Though Franck composed all his life, his most important works date from his last 20 years. It’s a small catalogue of pieces, usually just one in any given genre: the Symphony in D Minor, the Violin Sonata in A Major, the Piano Quintet in F Minor, the String Quartet in D Major.
In 1906, one of Franck’s students, the composer Vincent D’Indy (1851–1931), published a fawning biography of his old teacher. It moves freely between anecdotes, musical analysis, and hagiography: the book clearly shows Franck’s influence on the next generation of French musicians, and also offers rare insight into a composer’s working process, documented by someone who witnessed it. Of the String Quartet in D Major, D’Indy recalled:
In 1888, when we used to see with astonishment his piano littered with the scores of quartets by Beethoven, Schubert, and Brahms, [Franck] did not get beyond the contemplation of the idea. The first actual sketches date only from
the spring of 1889. The first movement, the dominating idea, caused him infinite trouble. Frequently he would start afresh, rubbing out with a nervous hand all that he had believed
to be permanent the day before. He build up a good third of the opening section upon a melodic idea, of which he afterwards modified almost the whole elemental structure. He did not hesitate even then to cut out what was already written in clear copy, and to begin again according to a second version, which in its turn failed to satisfy him, and was destroyed and replaced by a third and last scheme.

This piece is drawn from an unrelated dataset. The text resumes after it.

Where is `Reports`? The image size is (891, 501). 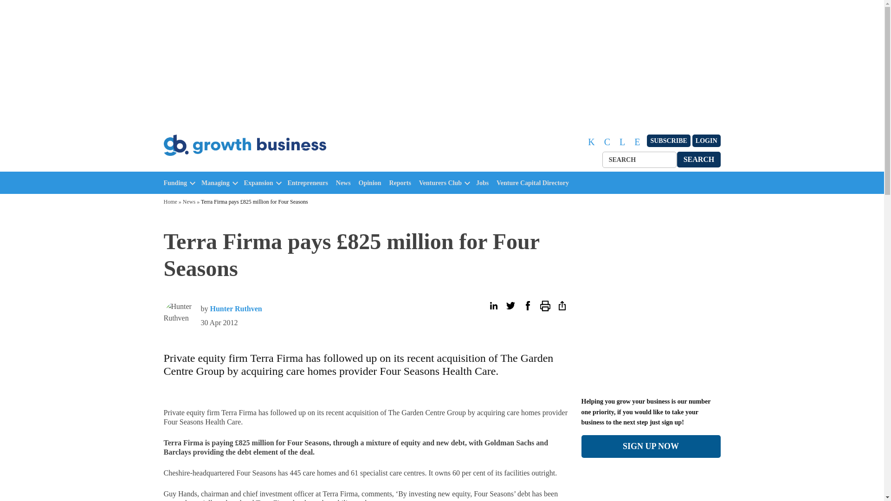
Reports is located at coordinates (402, 183).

The effort was evidently worth it, as D’Indy finds the first movement to be “the most wonderful piece of instrumental music which has been constructed since the last of
Beethoven’s quartets.” Franck does indeed recall Beethoven in his confident use of contrasting ideas and handling of fugal passages. But he also establishes a distinctively French quality with ambiguous, floating harmonies and haunting, whispered textures. D’Indy explains: “Its form . . . consists of two musical ideas, each living its own life and possessing its own complete organism, which interpenetrate without becoming merged in each other, thanks to the perfect ordering of their various elements and diversions.”
The second movement Scherzo is “a round danced by sylphs in a moonless landscape, as it would have been described during the Romantic period,” D’Indy says, evidently recognizing the end of the Romantic period by 1906. He reports that Franck wrote the Scherzo in ten days, and made barely any revisions, quite unlike the arduous work of the first movement.

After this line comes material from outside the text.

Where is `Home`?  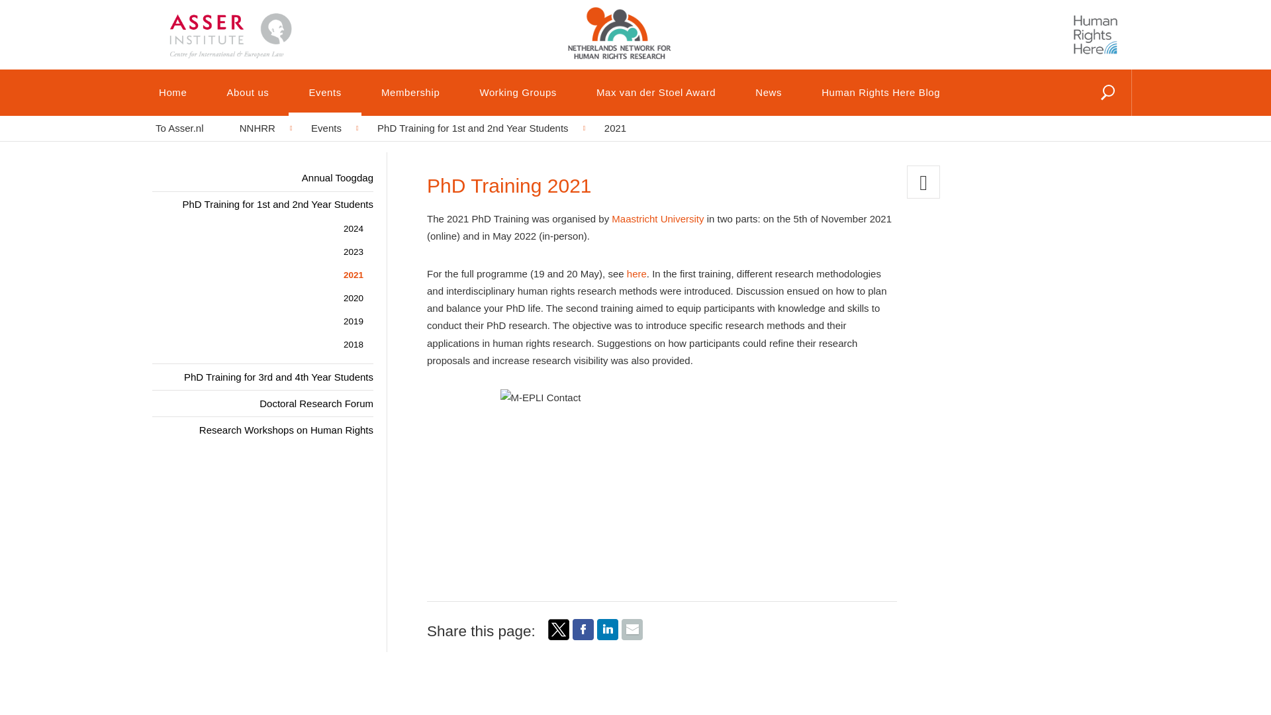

“The Larghetto is in B major—a favorite key of the composer’s,” D’Indy continues. “It is also a model of purity, grandeur, and melodic sincerity. . . . With what joy [Franck] called to me from the other end of his sitting-room, when I went to see him one day: ‘I have got it at last! It is a beautiful phrase; you must see for yourself!’ Without loss of time he hastened to the piano to make me share in his happiness.”
D’Indy’s effusion slackens only slightly for the last move- ment, which he calls “well worth studying, although it is not so spontaneous in structure.” It reintroduces themes from the previous movements, an example of the inventive, cyclical forms Franck often used in his large works.
The Quartet was premiered on April 19, 1890, by the Société Nationale de Musique, an organization founded by Camille Saint-Saëns to champion French music. Franck was elected president of the Société in 1886, and was succeeded by D’Indy upon his death. In the summer of 1890, Franck suffered a head injury when his carriage was hit by a horse- drawn trolley. Though he did not appear seriously hurt, his health quickly declined, and he died of a respiratory infec- tion the following autumn.